Spotlights on football

Far be it from us to disparage the game of college football. We'll be watching as Alabama and Texas battle for the BCS college football championship tonight, and we'll hope for a victory that brings credit to the SEC.

Yet with so many young football players and coaches in high school and college watching the game, along with many of their parents, the occasion of the game tonight presents a unique moment to explore both the accelerating issue of long term brain trauma damage from repeated blows to the head and concussions.

It's also an apt time to consider the soaring multimillion-dollar contracts awarded to big-college football and basketball coaches while their universities are grappling with severe budget cuts, slicing jobs and classes, and raising tuition on students who can't even afford to buy a ticket to their regular college games.

Strapped schools, rich coaches

The coaches in tonight's game are especially well insulated from the dire financial straits that haunt their universities. Texas coach Mack Brown and Alabama coach Nick Saban are among the highest paid college football coaches in the nation.

Mr. Brown recently negotiated a permanent $5.1 million-a-year contract, and he would make a $450,000 bonus tonight if the Longhorns win. Mr. Saban has signed a contract extension that brings his salary to $4.7 million a year, and he got $200,000 bonus for getting Alabama into the championship game.

Both coaches make far more than their college president counterparts, and both get other income opportunities. Mr. Saban's top SEC counterparts may not all earn as much as he, but they're still in the multimillion-dollar levels. Many critics reasonably consider such salaries for coaches obscene, especially when their universities are drastically cutting back while imposing onerous tuition increases on strapped students and families.

It is axiomatic that successful college football and basketball programs are treated by far different standards than those that govern the academic side of universities. Though 100 of the 119 NCAA schools with Division I football programs lost money on athletics in 2006, according to a NCAA study, big universities continue to give their big football and basketball programs rich budgets and abundant resources in the hope of attracting fans, financial supporters and future students.

Ethical quagmires

As much as we appreciate the value and lessons of team sports, that seems myopic and financially unsound. Such an unexamined mindset about the primacy of big college sports also wrongly perpetuates an ethical quagmire. Universities' unpaid players are too often treated like fodder for the athletic machine. Too many fail to graduate. And too many end up charged with crimes that smear universities' standing. Yet the systemic dichotomies of what have become college farm teams for the NFL and NBA -- the blatant hypocrisies of dual university standards and goals, one set for regular students, another set for players -- barely raise an eyebrow.

The imperfections and excesses of the big semi-pro college teams are all the more reason for high school and college coaches, as well as NFL coaches, to take more seriously the recent advances in medical knowledge of the grave and potentially lifelong consequences of concussions -- and the policy changes at the NFL level that are accompanying the new knowledge.

In recent weeks, for example, the NFL has finally acknowledged the apparent causal link between brain trauma from concussions suffered in games by their players, and the subsequent cognitive disorders and brain disease that disproportionately plague retired NFL players. Symptoms of the players' disorders include early memory loss in their 40s and 50s that may broaden to depression, erratic behavior, cognitive impairment and, ultimately, early-onset dementia and death.

Younger players more at risk

The growing body of evidence of progressive cognitive impairment due to concussions and lesser blows to the head, especially coupled with early return-to-play before the brain has healed, has led the NFL to fire its top two (skeptical) overseers of brain trauma policy and to tighten rules on treatment of concussions. Since November, it requires that players who have had concussions be withheld from play until an independent brain-injury expert, one not employed by the team, gives them clearance to play again.

Prompted by another congressional hearing this week before the House Judiciary Committee, it appears the league's will soon come under additional pressure to institute stricter rules on head contact and hits, and to make a thorough study of equipment needs to better safeguard players.

Given the rising evidence of worse effects from concussions and head blows to players at earlier ages -- from youth leagues to high school to college-age players -- the coaches and parents of younger players should demand stricter standards of care for younger players who suffer concussions. Younger players, in fact, are now believed to be more at risk of long-term brain damage if their concussions are not properly treated.

Stricter rules on head contact

That may pose a tough position for coaches to take with players with a game on the line, and for parents whose young athletes are all too willing to play through the pain or brain fog to help their team. In fact, it will require a concerted effort to institute tough new rules against head contact, and to alter the entrenched football ethic of playing tough regardless of concussions.

Coaches, schools and parents will have to lead the way to make stricter contact rules the norm. With glamorous games like tonight's championship battle between ultra rich coaches and overly expensive programs setting the standard, such rule changes will be hard to establish. Yet both issues should lead to change.

Public universities should not lavish multimillion-dollar contracts on coaches while they slash the budget for academic education and raise tuition beyond affordability. And the rising awareness of the consequences of concussions begs stricter rules, especially from coaches making a fortune on their unpaid players.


● **What you will do**
Each line in the listing is to be restated exactly.

● **Extracted records**
———
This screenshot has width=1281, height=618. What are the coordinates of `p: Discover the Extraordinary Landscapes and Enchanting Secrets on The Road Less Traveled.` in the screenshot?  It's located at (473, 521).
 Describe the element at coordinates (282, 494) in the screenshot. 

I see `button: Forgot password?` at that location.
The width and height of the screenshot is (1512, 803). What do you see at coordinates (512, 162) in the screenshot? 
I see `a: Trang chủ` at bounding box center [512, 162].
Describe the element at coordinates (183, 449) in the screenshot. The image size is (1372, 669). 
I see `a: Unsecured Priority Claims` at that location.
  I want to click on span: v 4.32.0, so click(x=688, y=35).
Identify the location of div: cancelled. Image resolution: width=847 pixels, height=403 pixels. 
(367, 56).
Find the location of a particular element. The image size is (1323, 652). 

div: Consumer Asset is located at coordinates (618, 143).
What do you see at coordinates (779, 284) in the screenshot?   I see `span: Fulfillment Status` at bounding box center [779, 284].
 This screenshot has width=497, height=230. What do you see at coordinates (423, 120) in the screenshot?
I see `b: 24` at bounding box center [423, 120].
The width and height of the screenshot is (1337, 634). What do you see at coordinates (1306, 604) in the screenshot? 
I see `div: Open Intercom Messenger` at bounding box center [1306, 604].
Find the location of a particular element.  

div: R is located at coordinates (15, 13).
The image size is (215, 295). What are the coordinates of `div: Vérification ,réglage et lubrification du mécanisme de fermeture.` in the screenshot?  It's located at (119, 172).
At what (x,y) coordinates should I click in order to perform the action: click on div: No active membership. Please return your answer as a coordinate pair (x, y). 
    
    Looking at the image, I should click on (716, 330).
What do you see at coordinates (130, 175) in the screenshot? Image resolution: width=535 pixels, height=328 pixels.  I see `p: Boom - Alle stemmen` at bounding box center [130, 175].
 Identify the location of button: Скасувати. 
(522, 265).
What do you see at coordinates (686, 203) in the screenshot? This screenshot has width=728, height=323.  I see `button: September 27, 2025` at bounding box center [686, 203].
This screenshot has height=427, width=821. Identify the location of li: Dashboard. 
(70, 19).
———
● **Exercise solution**
This screenshot has width=1281, height=618. What are the coordinates of `p: Discover the Extraordinary Landscapes and Enchanting Secrets on The Road Less Traveled.` in the screenshot?  It's located at (473, 521).
 Describe the element at coordinates (282, 494) in the screenshot. 

I see `button: Forgot password?` at that location.
The width and height of the screenshot is (1512, 803). What do you see at coordinates (512, 162) in the screenshot? 
I see `a: Trang chủ` at bounding box center [512, 162].
Describe the element at coordinates (183, 449) in the screenshot. The image size is (1372, 669). 
I see `a: Unsecured Priority Claims` at that location.
  I want to click on span: v 4.32.0, so click(x=688, y=35).
Identify the location of div: cancelled. Image resolution: width=847 pixels, height=403 pixels. 
(367, 56).
Find the location of a particular element. The image size is (1323, 652). 

div: Consumer Asset is located at coordinates (618, 143).
What do you see at coordinates (779, 284) in the screenshot?   I see `span: Fulfillment Status` at bounding box center [779, 284].
 This screenshot has width=497, height=230. What do you see at coordinates (423, 120) in the screenshot?
I see `b: 24` at bounding box center [423, 120].
The width and height of the screenshot is (1337, 634). What do you see at coordinates (1306, 604) in the screenshot? 
I see `div: Open Intercom Messenger` at bounding box center [1306, 604].
Find the location of a particular element.  

div: R is located at coordinates (15, 13).
The image size is (215, 295). What are the coordinates of `div: Vérification ,réglage et lubrification du mécanisme de fermeture.` in the screenshot?  It's located at (119, 172).
At what (x,y) coordinates should I click in order to perform the action: click on div: No active membership. Please return your answer as a coordinate pair (x, y). 
    
    Looking at the image, I should click on (716, 330).
What do you see at coordinates (130, 175) in the screenshot? Image resolution: width=535 pixels, height=328 pixels.  I see `p: Boom - Alle stemmen` at bounding box center [130, 175].
 Identify the location of button: Скасувати. 
(522, 265).
What do you see at coordinates (686, 203) in the screenshot? This screenshot has width=728, height=323.  I see `button: September 27, 2025` at bounding box center [686, 203].
This screenshot has height=427, width=821. Identify the location of li: Dashboard. 
(70, 19).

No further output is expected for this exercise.